[Coco] Y2K fixes ever developed or posted?

jdaggett at gate.net jdaggett at gate.net
Sun Dec 14 12:51:25 EST 2003



On 13 Dec 2003 at 21:45, Alex wrote:

> On Dec 13, 2003, at 7:01 PM, Dave Kelly wrote:
> 
> > Microware did not fix the Y2K problem in OS9 until version 3.1 or
> > 3.2.
> 
> In reality, the OS itself doesn't have a problem with y2k, though most
> utilities which use the date do.  OS9 uses a single byte for the year
> with the epoch being 1900, the year 2003 being represented by the
> value 103 or 0x67.  Unfortunately the date command only accepts two
> digit decimal dates.  Some commands will end up printing the year as
> 103, some as 67, and some as 19103.  On top of that the support for
> many clock chips do have y2k problems.
>
^^^^^^^^^^^^^^^^^^^^^^^^^^^^^^^^^^^^^^^^^^^^^^^^^^^

Many of the clock chips designed in the 80's did not have a century byte. So in 
implemting a RTC in software that was never done either. Many of the RTC chips 
store the year as a packed BCD byte. The century byte is hard coded. That 
essentially made them Y2K noncompliant. Newer RTC chips have the century byte. 

A correction to the OS soft clock would be to setup a global variable for the century 
byte in packed BCD format along with the year byte. That way the century byte is 
not hardcoded in the software. Or just use one of the newer RTC chips.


— WHAT THE TASK REQUIRES —
Because the images are not wanted, restate every line below word for word without them.

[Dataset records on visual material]
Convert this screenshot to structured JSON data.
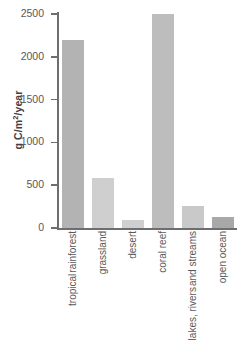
{
  "chart_data": {
    "type": "bar",
    "title": "",
    "xlabel": "",
    "ylabel": "g C/m²/year",
    "ylabel_parts": {
      "pre": "g C/m",
      "sup": "2",
      "post": "/year"
    },
    "ylim": [
      0,
      2500
    ],
    "yticks": [
      0,
      500,
      1000,
      1500,
      2000,
      2500
    ],
    "ytick_labels": [
      "0",
      "500",
      "1000",
      "1500",
      "2000",
      "2500"
    ],
    "grid": false,
    "legend": "none",
    "categories": [
      "tropical rainforest",
      "grassland",
      "desert",
      "coral reef",
      "lakes, rivers and streams",
      "open ocean"
    ],
    "category_lines": [
      [
        "tropical",
        "rainforest"
      ],
      [
        "grassland"
      ],
      [
        "desert"
      ],
      [
        "coral reef"
      ],
      [
        "lakes, rivers",
        "and streams"
      ],
      [
        "open ocean"
      ]
    ],
    "values": [
      2200,
      585,
      95,
      2500,
      255,
      125
    ],
    "bar_colors": [
      "#b3b3b3",
      "#cfcfcf",
      "#cfcfcf",
      "#bdbdbd",
      "#c9c9c9",
      "#a8a8a8"
    ]
  },
  "caption": {
    "line_1": "on",
    "line_2": "s"
  },
  "axis": {
    "line_color": "#6d6e71",
    "text_color": "#58595b",
    "title_color": "#414042"
  }
}
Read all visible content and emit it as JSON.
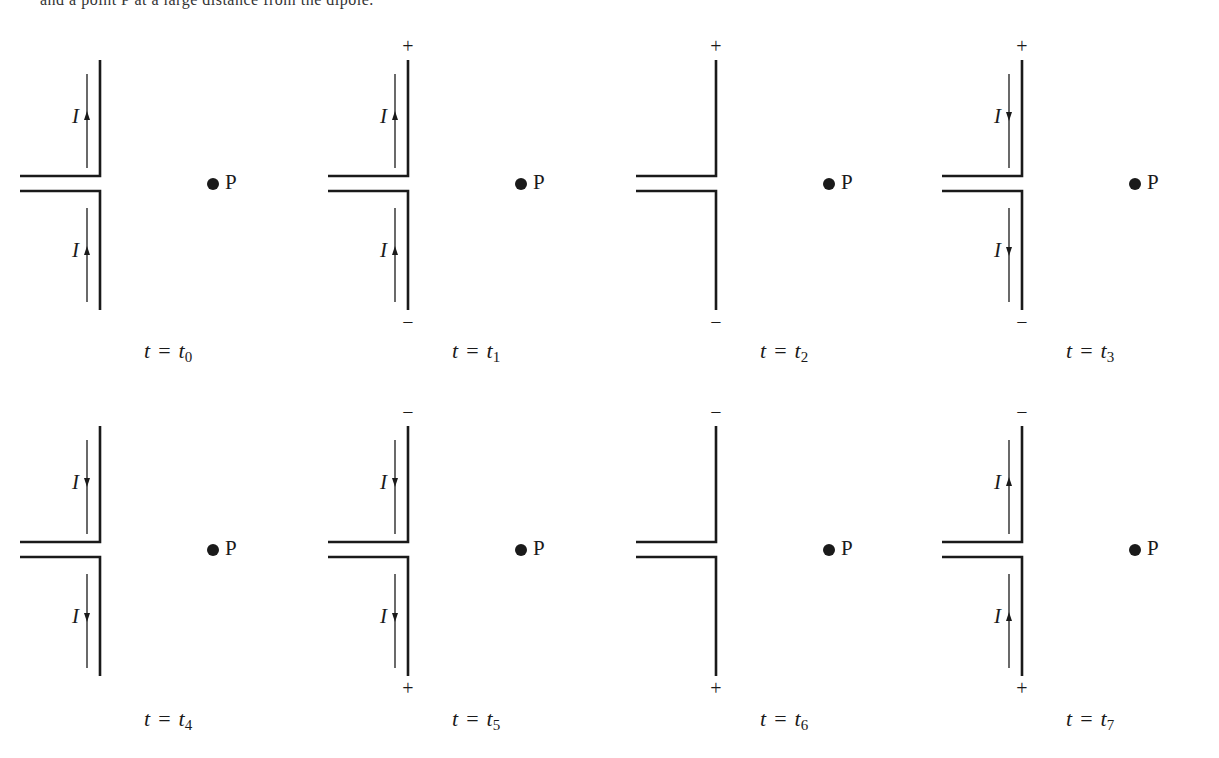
{
  "figure": {
    "cutoff_text": "and a point P at a large distance from the dipole.",
    "point_label": "P",
    "current_label": "I",
    "equals": "=",
    "time_symbol": "t",
    "panels": [
      {
        "id": "t0",
        "row": 0,
        "col": 0,
        "subscript": "0",
        "top_sign": "",
        "bottom_sign": "",
        "current": "up"
      },
      {
        "id": "t1",
        "row": 0,
        "col": 1,
        "subscript": "1",
        "top_sign": "+",
        "bottom_sign": "−",
        "current": "up"
      },
      {
        "id": "t2",
        "row": 0,
        "col": 2,
        "subscript": "2",
        "top_sign": "+",
        "bottom_sign": "−",
        "current": "none"
      },
      {
        "id": "t3",
        "row": 0,
        "col": 3,
        "subscript": "3",
        "top_sign": "+",
        "bottom_sign": "−",
        "current": "down"
      },
      {
        "id": "t4",
        "row": 1,
        "col": 0,
        "subscript": "4",
        "top_sign": "",
        "bottom_sign": "",
        "current": "down"
      },
      {
        "id": "t5",
        "row": 1,
        "col": 1,
        "subscript": "5",
        "top_sign": "−",
        "bottom_sign": "+",
        "current": "down"
      },
      {
        "id": "t6",
        "row": 1,
        "col": 2,
        "subscript": "6",
        "top_sign": "−",
        "bottom_sign": "+",
        "current": "none"
      },
      {
        "id": "t7",
        "row": 1,
        "col": 3,
        "subscript": "7",
        "top_sign": "−",
        "bottom_sign": "+",
        "current": "up"
      }
    ]
  },
  "colors": {
    "line": "#1a1a1a",
    "background": "#ffffff"
  }
}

— RESULT OF THE TASK —
Convert this screenshot to structured JSON data.
{
  "chart_data": {
    "type": "bar",
    "title": "",
    "xlabel": "",
    "ylabel": "g C/m²/year",
    "ylabel_parts": {
      "pre": "g C/m",
      "sup": "2",
      "post": "/year"
    },
    "ylim": [
      0,
      2500
    ],
    "yticks": [
      0,
      500,
      1000,
      1500,
      2000,
      2500
    ],
    "ytick_labels": [
      "0",
      "500",
      "1000",
      "1500",
      "2000",
      "2500"
    ],
    "grid": false,
    "legend": "none",
    "categories": [
      "tropical rainforest",
      "grassland",
      "desert",
      "coral reef",
      "lakes, rivers and streams",
      "open ocean"
    ],
    "category_lines": [
      [
        "tropical",
        "rainforest"
      ],
      [
        "grassland"
      ],
      [
        "desert"
      ],
      [
        "coral reef"
      ],
      [
        "lakes, rivers",
        "and streams"
      ],
      [
        "open ocean"
      ]
    ],
    "values": [
      2200,
      585,
      95,
      2500,
      255,
      125
    ],
    "bar_colors": [
      "#b3b3b3",
      "#cfcfcf",
      "#cfcfcf",
      "#bdbdbd",
      "#c9c9c9",
      "#a8a8a8"
    ]
  },
  "caption": {
    "line_1": "on",
    "line_2": "s"
  },
  "axis": {
    "line_color": "#6d6e71",
    "text_color": "#58595b",
    "title_color": "#414042"
  }
}
Read all visible content and emit it as JSON.
{
  "figure": {
    "cutoff_text": "and a point P at a large distance from the dipole.",
    "point_label": "P",
    "current_label": "I",
    "equals": "=",
    "time_symbol": "t",
    "panels": [
      {
        "id": "t0",
        "row": 0,
        "col": 0,
        "subscript": "0",
        "top_sign": "",
        "bottom_sign": "",
        "current": "up"
      },
      {
        "id": "t1",
        "row": 0,
        "col": 1,
        "subscript": "1",
        "top_sign": "+",
        "bottom_sign": "−",
        "current": "up"
      },
      {
        "id": "t2",
        "row": 0,
        "col": 2,
        "subscript": "2",
        "top_sign": "+",
        "bottom_sign": "−",
        "current": "none"
      },
      {
        "id": "t3",
        "row": 0,
        "col": 3,
        "subscript": "3",
        "top_sign": "+",
        "bottom_sign": "−",
        "current": "down"
      },
      {
        "id": "t4",
        "row": 1,
        "col": 0,
        "subscript": "4",
        "top_sign": "",
        "bottom_sign": "",
        "current": "down"
      },
      {
        "id": "t5",
        "row": 1,
        "col": 1,
        "subscript": "5",
        "top_sign": "−",
        "bottom_sign": "+",
        "current": "down"
      },
      {
        "id": "t6",
        "row": 1,
        "col": 2,
        "subscript": "6",
        "top_sign": "−",
        "bottom_sign": "+",
        "current": "none"
      },
      {
        "id": "t7",
        "row": 1,
        "col": 3,
        "subscript": "7",
        "top_sign": "−",
        "bottom_sign": "+",
        "current": "up"
      }
    ]
  },
  "colors": {
    "line": "#1a1a1a",
    "background": "#ffffff"
  }
}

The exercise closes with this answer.